Few things rattle a homeowner like the sound of water spraying inside a wall or pouring across a floor. A burst pipe goes from fine to flooding in seconds, and unlike most plumbing problems, it does not wait politely for an appointment. The good news is that the most important steps are simple, and doing them quickly makes an enormous difference. Here is exactly what to do.
Step one: shut off the water
Everything starts with stopping the flow. The faster the water is off, the less damage there is to clean up, so this is the first move, before mopping, before calling, before anything else.
If you can tell the burst is at a single fixture, like under a sink or behind a toilet, look for the small shutoff valve right there at the fixture and turn it clockwise to close it. That isolates the problem without cutting water to the whole house.
If the burst is inside a wall, under the floor, or you cannot tell where it is, go straight to your main shutoff and turn off the whole house. In most Monrovia homes the main shutoff is one of two places: where the water line enters the house, often in a garage, basement, or against an exterior wall, or at the water meter near the street, which may need a meter key to turn. It is worth finding yours now, while it is calm, so you are not hunting for it mid-flood.
Step two: kill the power if water is near it
If water is spreading near outlets, light fixtures, or your electrical panel, and you can reach the breaker safely and without standing in water, shut off power to the affected area. Water and electricity together are a serious hazard, and a few seconds of caution here is well worth it. If you cannot reach the panel safely, stay clear and call for help.
Step three: drain the lines and contain the water
With the main off, open the lowest faucets in the house, and a couple of upper ones, to drain the water still sitting in the pipes. This relieves pressure and gets the remaining water out of the system rather than out of the burst. Then contain what has already escaped: towels, buckets, and moving valuables and furniture out of the way limit how far the damage spreads.
Step four: call a plumber
Once the water is off and contained, call. A burst is exactly what our 24/7 emergency service is for, and we would rather hear from you the moment it happens than after hours of water damage. If you are not sure where your shutoff is, call anyway, we can talk you through finding and using it over the phone while help is on the way.
Why pipes burst in Monrovia
Knowing why bursts happen here helps you judge your risk. In Monrovia, the most common cause by far is aging galvanized pipe. The pre-1965 homes around Old Town, Mayflower Village, and the central city were plumbed in galvanized that has corroded from the inside for generations, until a thin, weak joint finally lets go. Our post on galvanized pipe in Old Town covers the warning signs.
Unlike colder climates, Monrovia almost never sees the frozen-pipe bursts of winter, the hard freezes simply do not come. Instead, bursts here cluster around old pipe reaching the end of its life and around ground movement after the first hard rains, when shifting foothill soils stress aged joints.
After the emergency: repair or repipe
Once the immediate crisis is handled, there is a longer question to answer. If the burst was in otherwise sound pipe, a section repair puts it right. But if it was corroded galvanized, the same pipe is failing everywhere else at the same rate, and one burst is often the first of several. That is the moment many homeowners decide to repipe and end the cycle, which we cover in our burst pipe repair and repiping services.
The bottom line
A burst pipe is frightening, but the response is simple: shut off the water, mind the electricity, drain and contain, then call. The single best thing you can do today, before anything goes wrong, is to walk outside and find your main shutoff so you could close it in the dark if you had to. If a burst does happen, we are a phone call away, any hour.
Frequently asked questions
Where is my main water shutoff?
In most Monrovia homes it is either where the water line enters the house, often in a garage or against an exterior wall, or at the water meter near the street, which may need a meter key. It is worth locating yours now so you can find it quickly in an emergency.
Should I turn off the power during a burst?
If water is spreading near outlets, fixtures, or the electrical panel, and you can reach the breaker safely without standing in water, shut off power to that area. If you cannot reach it safely, stay clear and call for help. Water and electricity together are dangerous.
Do you handle burst pipes after hours?
Yes, a burst is exactly what our 24/7 emergency service is for. Call any hour, and if you are unsure where your shutoff is, we can guide you to it over the phone while a plumber is on the way.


The copy has to match the records word for word and include no pictures.

Data excerpts:
□ □ □ □
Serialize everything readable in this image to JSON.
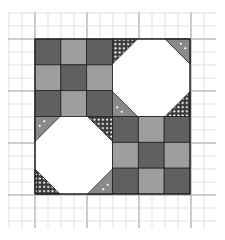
{
  "diagram": {
    "type": "quilt-block",
    "grid": {
      "x0": 8,
      "y0": 12,
      "x1": 216,
      "y1": 228,
      "cell": 13,
      "thin_color": "#d9d9d9",
      "thick_color": "#bdbdbd",
      "thick_every": 4
    },
    "block": {
      "x": 35,
      "y": 39,
      "size": 155,
      "outline": "#222222",
      "colors": {
        "dark": "#606060",
        "medium": "#9e9e9e",
        "white": "#ffffff",
        "corner_dark": "#3a3a3a",
        "corner_medium": "#8a8a8a",
        "dot": "#ffffff"
      },
      "quadrants": [
        {
          "name": "nine-patch-top-left",
          "kind": "ninepatch",
          "col": 0,
          "row": 0,
          "pattern": [
            [
              "dark",
              "medium",
              "dark"
            ],
            [
              "medium",
              "dark",
              "medium"
            ],
            [
              "dark",
              "medium",
              "dark"
            ]
          ]
        },
        {
          "name": "snowball-top-right",
          "kind": "snowball",
          "col": 1,
          "row": 0,
          "corners": {
            "tl": "dotted",
            "tr": "medium",
            "bl": "medium",
            "br": "dotted"
          }
        },
        {
          "name": "snowball-bottom-left",
          "kind": "snowball",
          "col": 0,
          "row": 1,
          "corners": {
            "tl": "medium",
            "tr": "dotted",
            "bl": "dotted",
            "br": "medium"
          }
        },
        {
          "name": "nine-patch-bottom-right",
          "kind": "ninepatch",
          "col": 1,
          "row": 1,
          "pattern": [
            [
              "dark",
              "medium",
              "dark"
            ],
            [
              "medium",
              "dark",
              "medium"
            ],
            [
              "dark",
              "medium",
              "dark"
            ]
          ]
        }
      ],
      "corner_leg": 25
    }
  }
}
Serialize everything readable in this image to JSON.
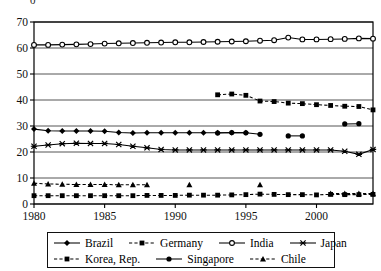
□ □ □ □
▸ Response:
Serialize everything readable in this image to JSON.
{
  "diagram": {
    "type": "quilt-block",
    "grid": {
      "x0": 8,
      "y0": 12,
      "x1": 216,
      "y1": 228,
      "cell": 13,
      "thin_color": "#d9d9d9",
      "thick_color": "#bdbdbd",
      "thick_every": 4
    },
    "block": {
      "x": 35,
      "y": 39,
      "size": 155,
      "outline": "#222222",
      "colors": {
        "dark": "#606060",
        "medium": "#9e9e9e",
        "white": "#ffffff",
        "corner_dark": "#3a3a3a",
        "corner_medium": "#8a8a8a",
        "dot": "#ffffff"
      },
      "quadrants": [
        {
          "name": "nine-patch-top-left",
          "kind": "ninepatch",
          "col": 0,
          "row": 0,
          "pattern": [
            [
              "dark",
              "medium",
              "dark"
            ],
            [
              "medium",
              "dark",
              "medium"
            ],
            [
              "dark",
              "medium",
              "dark"
            ]
          ]
        },
        {
          "name": "snowball-top-right",
          "kind": "snowball",
          "col": 1,
          "row": 0,
          "corners": {
            "tl": "dotted",
            "tr": "medium",
            "bl": "medium",
            "br": "dotted"
          }
        },
        {
          "name": "snowball-bottom-left",
          "kind": "snowball",
          "col": 0,
          "row": 1,
          "corners": {
            "tl": "medium",
            "tr": "dotted",
            "bl": "dotted",
            "br": "medium"
          }
        },
        {
          "name": "nine-patch-bottom-right",
          "kind": "ninepatch",
          "col": 1,
          "row": 1,
          "pattern": [
            [
              "dark",
              "medium",
              "dark"
            ],
            [
              "medium",
              "dark",
              "medium"
            ],
            [
              "dark",
              "medium",
              "dark"
            ]
          ]
        }
      ],
      "corner_leg": 25
    }
  }
}
Serialize everything readable in this image to JSON.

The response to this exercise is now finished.